Trinh Van Vinh, a Vietnamese weightlifter who won multiple medals was one of two positive tests in 2019 ©Getty Images

Vietnam is likely to be barred from weightlifting at Tokyo 2020 after two teenagers, one of them a world champion, were banned for doping.

That takes to four the number of Vietnamese lifters suspended for doping since February 2019, two of them aged 16 at the time of the offence and one aged 17.

Any nation with three or more doping violations during the Olympic qualifying period, which began in November 2018, is liable to lose quota places or be suspended outright.

Two other nations that were involved in teenage doping scandals, Thailand and Egypt, are already banned from Tokyo 2020.

Malaysia is also banned, and Romania and Colombia could join them because of multiple violations that are still being processed by the International Testing Agency (ITA), which now handles the International Weightlifting Federation’s (IWF) anti-doping procedures.

The IWF announced the two new Vietnam bans today, along with one from Belarus and extended suspensions for two Russians.

The Vietnamese pair are Thi Thu Trang Nguyen, now 17, who won the IWF Youth World Championships gold medal at 45kg last year and still holds the title as the 2020 event was cancelled because of the COVID-19 pandemic and Dihn Sang Bui, 18.

Bui was a bronze medallist at 61kg at the 2019 Youth World Championships.

Both were positive for oxandrolone in out-of-competition tests and have been suspended for four years from January 2020.

The two suspended in 2019 were Trinh Van Vinh, a multiple medallist who was 23 at the time he tested positive, and the then-16-year-old Thi Phuong Thanh Nguyen.

Phuong Than’s suspension, also for four years from February 2019, has never been announced by the IWF – which did publicise the fact that she had tested positive and her provisional suspension - but was widely reported in Vietnam.

If Vietnam is banned from competing in weightlifting at Tokyo 2020 it would be a blow for  Kim Thuan Thach, a medal contender who has not tested positive ©Getty Images
If Vietnam is banned from competing in weightlifting at Tokyo 2020 it would be a blow for Kim Thuan Thach, a medal contender who has not tested positive ©Getty Images

Vietnam has two Olympic medal contenders, neither of whom has tested positive – Kim Tuan Thach in the men’s 61kg and Thi Duyen Hoang in the women’s 59kg.

If Hoang is absent, host nation Japan would have a genuine medal contender in Mikiko Andoh, who was fifth in the Rio 2016 Olympic Games at 58kg.

The Belarussian who has been suspended under article 2.2, based on evidence rather than a positive test, is Maksim Mudreuski, an 89kg lifter whose four-year exclusion runs from last August.

Two Russians have had existing suspensions extended.

Magomed Abuev, a 28-year-old who has not competed internationally since 2013, was already banned by his national anti-doping agency, RUSADA, from January 2019 for four years.

Under Article 2.2 Abuev will serve an additional two years when the RUSADA suspension ends.

The other Russian, Nadezhda Lomova, tested positive out-of-competition for anabolic steroids (metenolone metabolites) and has had her suspension increased from four years to eight years, backdated to April 2019 when she was provisionally suspended.

Lomova won a silver medal at 63kg at the 2014 European Championships and last competed internationally in 2017.

No explanation is given for the suspension being double the usual length.

A South African who tops her nation’s Olympic qualifying list across all weights, Johanni Taljaard, has tested positive for Clomifene, a hormone modulator, and is provisionally suspended.

Taljaard, a 55kg lifter, had no realistic chance of qualifying for Tokyo 2020.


▶ [EXERCISE INSTRUCTIONS]: Look through the data below. Collect every line where the word "executive" occurs.

### ENTRIES SUPPLIED ###

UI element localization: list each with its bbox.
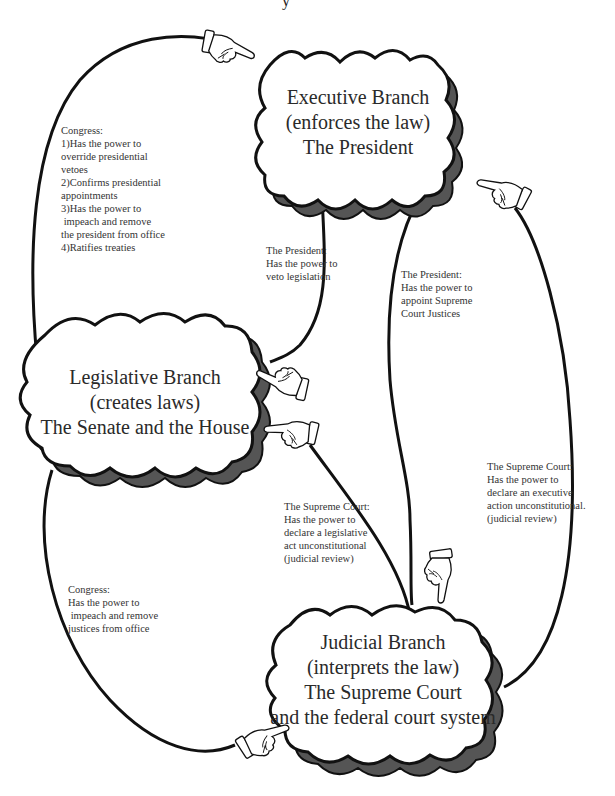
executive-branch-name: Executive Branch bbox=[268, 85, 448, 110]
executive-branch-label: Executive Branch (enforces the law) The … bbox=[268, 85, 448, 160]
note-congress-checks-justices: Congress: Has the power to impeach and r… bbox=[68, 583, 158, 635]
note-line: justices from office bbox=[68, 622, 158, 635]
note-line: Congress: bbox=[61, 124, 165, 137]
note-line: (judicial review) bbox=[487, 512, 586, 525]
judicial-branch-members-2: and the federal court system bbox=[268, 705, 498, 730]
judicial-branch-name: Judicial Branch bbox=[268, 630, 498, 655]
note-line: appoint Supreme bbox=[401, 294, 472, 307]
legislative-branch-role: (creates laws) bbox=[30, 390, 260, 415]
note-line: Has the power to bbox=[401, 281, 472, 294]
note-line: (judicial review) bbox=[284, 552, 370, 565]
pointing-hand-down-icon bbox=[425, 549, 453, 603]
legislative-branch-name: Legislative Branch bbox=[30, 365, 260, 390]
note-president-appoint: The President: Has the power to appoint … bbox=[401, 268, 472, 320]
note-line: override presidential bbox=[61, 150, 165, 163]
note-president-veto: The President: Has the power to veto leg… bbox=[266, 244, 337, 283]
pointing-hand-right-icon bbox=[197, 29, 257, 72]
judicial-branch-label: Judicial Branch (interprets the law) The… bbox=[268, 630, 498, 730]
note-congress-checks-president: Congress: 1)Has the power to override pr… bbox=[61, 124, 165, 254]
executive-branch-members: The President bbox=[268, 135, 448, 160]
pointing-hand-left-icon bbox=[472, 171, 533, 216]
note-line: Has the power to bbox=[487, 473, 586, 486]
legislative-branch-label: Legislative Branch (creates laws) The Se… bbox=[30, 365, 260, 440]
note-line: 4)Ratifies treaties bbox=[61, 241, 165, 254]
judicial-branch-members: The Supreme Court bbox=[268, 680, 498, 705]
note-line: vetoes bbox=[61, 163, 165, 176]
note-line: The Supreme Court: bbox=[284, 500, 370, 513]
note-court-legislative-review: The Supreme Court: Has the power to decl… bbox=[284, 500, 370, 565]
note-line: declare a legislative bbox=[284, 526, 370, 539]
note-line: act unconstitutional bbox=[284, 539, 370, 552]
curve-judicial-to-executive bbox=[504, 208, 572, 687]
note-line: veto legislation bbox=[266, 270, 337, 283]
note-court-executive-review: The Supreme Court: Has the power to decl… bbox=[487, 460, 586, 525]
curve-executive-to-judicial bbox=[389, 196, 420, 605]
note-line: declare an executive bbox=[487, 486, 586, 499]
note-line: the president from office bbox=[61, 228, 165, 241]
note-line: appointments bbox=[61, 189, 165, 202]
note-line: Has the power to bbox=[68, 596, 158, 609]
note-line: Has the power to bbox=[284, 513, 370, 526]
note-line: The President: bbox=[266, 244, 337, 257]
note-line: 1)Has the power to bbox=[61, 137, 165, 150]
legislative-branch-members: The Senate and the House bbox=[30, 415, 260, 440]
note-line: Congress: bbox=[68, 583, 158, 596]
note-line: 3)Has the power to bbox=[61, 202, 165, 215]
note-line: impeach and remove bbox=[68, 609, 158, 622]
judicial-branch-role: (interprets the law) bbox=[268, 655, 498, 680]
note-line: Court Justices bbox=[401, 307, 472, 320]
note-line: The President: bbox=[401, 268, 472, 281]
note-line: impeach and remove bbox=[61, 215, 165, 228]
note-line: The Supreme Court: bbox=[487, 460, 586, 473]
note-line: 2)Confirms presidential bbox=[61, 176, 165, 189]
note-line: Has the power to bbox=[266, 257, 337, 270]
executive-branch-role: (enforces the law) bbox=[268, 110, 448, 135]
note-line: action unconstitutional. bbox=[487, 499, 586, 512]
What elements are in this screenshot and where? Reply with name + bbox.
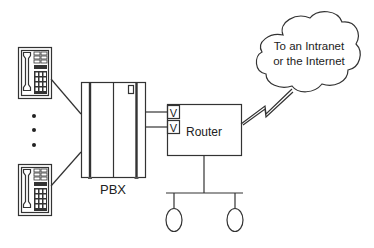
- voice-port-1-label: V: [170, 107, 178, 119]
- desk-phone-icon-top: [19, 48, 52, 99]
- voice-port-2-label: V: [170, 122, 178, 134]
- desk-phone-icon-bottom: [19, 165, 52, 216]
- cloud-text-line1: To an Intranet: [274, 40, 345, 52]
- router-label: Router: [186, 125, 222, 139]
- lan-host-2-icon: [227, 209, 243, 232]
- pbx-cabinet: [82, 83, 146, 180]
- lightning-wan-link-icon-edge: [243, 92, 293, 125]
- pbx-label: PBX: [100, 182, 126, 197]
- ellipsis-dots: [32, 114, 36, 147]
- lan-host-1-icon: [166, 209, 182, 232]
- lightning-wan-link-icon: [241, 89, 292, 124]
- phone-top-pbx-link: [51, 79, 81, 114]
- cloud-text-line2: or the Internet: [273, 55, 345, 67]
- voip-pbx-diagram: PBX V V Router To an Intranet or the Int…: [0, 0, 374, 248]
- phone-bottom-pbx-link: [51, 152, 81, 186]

###
### ENTRIES SUPPLIED ###

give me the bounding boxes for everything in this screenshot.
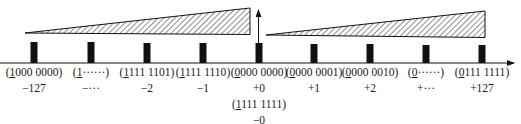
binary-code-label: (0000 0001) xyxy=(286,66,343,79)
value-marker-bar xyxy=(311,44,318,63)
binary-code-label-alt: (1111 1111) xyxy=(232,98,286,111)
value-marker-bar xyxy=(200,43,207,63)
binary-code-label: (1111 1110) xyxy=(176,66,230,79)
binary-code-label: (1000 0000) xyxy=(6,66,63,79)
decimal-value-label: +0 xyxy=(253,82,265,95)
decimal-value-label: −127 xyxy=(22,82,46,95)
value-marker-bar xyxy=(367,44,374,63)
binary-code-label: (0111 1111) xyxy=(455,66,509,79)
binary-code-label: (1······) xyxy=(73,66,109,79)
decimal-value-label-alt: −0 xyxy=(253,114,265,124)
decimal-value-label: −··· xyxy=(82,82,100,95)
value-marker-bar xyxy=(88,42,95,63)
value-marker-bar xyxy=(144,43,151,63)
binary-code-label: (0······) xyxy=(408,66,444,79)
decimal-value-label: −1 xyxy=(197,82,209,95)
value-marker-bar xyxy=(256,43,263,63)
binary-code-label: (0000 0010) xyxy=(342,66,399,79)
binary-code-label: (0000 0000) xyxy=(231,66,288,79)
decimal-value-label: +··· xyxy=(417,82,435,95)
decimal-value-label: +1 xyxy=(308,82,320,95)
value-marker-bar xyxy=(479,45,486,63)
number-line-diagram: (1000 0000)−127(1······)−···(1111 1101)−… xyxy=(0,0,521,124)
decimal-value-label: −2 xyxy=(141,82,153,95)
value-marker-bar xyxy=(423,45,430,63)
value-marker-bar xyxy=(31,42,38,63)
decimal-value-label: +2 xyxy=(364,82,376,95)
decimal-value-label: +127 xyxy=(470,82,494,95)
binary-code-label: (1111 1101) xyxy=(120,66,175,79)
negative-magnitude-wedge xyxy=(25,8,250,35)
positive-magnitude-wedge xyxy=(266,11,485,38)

###
### ENTRIES SUPPLIED ###

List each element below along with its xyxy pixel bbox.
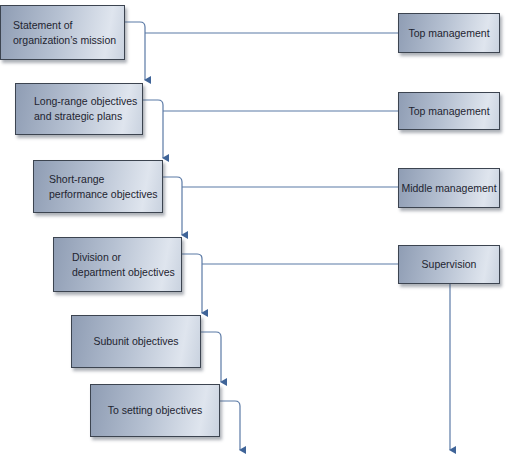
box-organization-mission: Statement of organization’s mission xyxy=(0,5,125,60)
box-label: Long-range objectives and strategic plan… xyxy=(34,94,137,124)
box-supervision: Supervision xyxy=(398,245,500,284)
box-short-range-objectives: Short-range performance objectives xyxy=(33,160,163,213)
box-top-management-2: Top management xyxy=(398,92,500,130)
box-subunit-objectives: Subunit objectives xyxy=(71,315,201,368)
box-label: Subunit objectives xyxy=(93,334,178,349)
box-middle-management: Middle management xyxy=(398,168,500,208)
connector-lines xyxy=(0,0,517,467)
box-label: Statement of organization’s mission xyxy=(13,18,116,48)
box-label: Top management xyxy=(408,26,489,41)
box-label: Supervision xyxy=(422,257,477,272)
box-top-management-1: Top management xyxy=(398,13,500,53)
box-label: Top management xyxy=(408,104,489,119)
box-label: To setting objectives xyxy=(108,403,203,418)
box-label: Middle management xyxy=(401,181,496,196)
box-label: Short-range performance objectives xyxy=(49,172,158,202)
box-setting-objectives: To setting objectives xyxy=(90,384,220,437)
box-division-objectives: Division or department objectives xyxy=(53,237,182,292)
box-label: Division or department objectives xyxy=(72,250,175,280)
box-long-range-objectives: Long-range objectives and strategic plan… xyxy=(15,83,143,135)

###

▶ [EXERCISE RESPONSE]:
executive-branch-name: Executive Branch bbox=[268, 85, 448, 110]
executive-branch-label: Executive Branch (enforces the law) The … bbox=[268, 85, 448, 160]
executive-branch-members: The President bbox=[268, 135, 448, 160]
curve-judicial-to-executive bbox=[504, 208, 572, 687]
note-court-executive-review: The Supreme Court: Has the power to decl… bbox=[487, 460, 586, 525]
curve-executive-to-judicial bbox=[389, 196, 420, 605]
note-line: declare an executive bbox=[487, 486, 586, 499]
executive-branch-role: (enforces the law) bbox=[268, 110, 448, 135]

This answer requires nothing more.